For instance, the income limits for who qualifies for affordable housing, which is a defined term, may surprise people. Someone earning no more than $79,500 to $115,100 , depending on family size, qualifies to buy an affordable home. To qualify for an affordable rent, someone must earn a maximum $42,930 to $62,150.

She said building more housing in the state requires “political leadership at every level and a winningness to think outside the box.”

Pushing the normas

Reframing the issue of “community character” was elaborated on by a panel of the four speakers, moderated by Prevost.

“It’s time for us to push the norms on what ‘character of community’ is and what we want in a community,” Brooks said. She said most people would agree, for instance, that they want a multi-generational population.

Lund said that she’s found people’s perception of what their community “used to be” is skewed.

A resident of a town in Maine where they were restoring downtown buildings with residential space above commercial told her “that’s not how it was in my day.”

But Lund had photos that showed that “actually, it was.”

In answer to a comment from the audience, panelists agreed that opposition to housing is frequently rooted in racism.

Lund said that people will rarely say it out loud, “but it’s implied.”

It’s not comfortable to talk about, but “it’s a conversation you have to have,” Brooks, who is Black, said. She said that some planners don’t get it, or choose not to see it. But she said that everyone understands that everyone needs a safe, healthy place to live.

In answer to a question about tackling homelessness, Mandeville pointed out that “what a lot of people thought of as homelessness is changing.”

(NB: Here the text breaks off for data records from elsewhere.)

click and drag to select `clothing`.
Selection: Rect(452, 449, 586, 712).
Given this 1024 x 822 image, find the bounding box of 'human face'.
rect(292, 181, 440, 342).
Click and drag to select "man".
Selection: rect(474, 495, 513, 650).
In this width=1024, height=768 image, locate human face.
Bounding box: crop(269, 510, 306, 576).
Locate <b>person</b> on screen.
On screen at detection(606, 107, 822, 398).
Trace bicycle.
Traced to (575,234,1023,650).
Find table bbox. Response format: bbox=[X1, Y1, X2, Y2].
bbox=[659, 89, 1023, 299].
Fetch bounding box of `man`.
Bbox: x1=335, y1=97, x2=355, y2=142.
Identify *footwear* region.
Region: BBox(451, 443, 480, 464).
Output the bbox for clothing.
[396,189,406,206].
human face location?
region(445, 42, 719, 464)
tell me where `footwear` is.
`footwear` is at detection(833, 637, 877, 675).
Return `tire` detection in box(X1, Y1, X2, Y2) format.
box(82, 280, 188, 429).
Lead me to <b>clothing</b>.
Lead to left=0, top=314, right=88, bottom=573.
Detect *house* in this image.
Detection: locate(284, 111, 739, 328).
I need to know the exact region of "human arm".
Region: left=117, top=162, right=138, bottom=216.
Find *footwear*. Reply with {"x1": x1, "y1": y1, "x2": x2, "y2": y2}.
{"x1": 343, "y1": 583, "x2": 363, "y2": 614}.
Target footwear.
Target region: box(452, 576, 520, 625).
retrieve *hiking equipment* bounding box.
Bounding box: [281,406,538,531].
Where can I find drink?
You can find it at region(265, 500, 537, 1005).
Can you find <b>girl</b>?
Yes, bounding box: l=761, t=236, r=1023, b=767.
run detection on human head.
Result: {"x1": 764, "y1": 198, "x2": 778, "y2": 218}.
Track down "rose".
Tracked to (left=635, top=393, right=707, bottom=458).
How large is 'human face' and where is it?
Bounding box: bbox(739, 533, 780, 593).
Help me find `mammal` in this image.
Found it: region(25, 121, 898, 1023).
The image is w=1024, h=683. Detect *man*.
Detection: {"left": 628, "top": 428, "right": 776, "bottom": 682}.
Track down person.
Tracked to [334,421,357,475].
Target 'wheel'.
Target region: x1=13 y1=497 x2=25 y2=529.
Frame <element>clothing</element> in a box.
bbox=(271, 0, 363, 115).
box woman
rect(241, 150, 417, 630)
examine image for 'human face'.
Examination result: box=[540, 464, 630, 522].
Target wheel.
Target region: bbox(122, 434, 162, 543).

Montana does have a state income tax, but also relies heavily on property taxes, and the increase in housing prices is having an impact.

“We’re seeing people who’ve lived there for 50 years being taxed out of their home,” he said. “We’re taxing people into homelessness.”

The panelists also said businesses can play a part in advocating for changes that will allow more housing. Businesses are having trouble finding workers because they can’t house them, Liang said. “It’s a big issue.”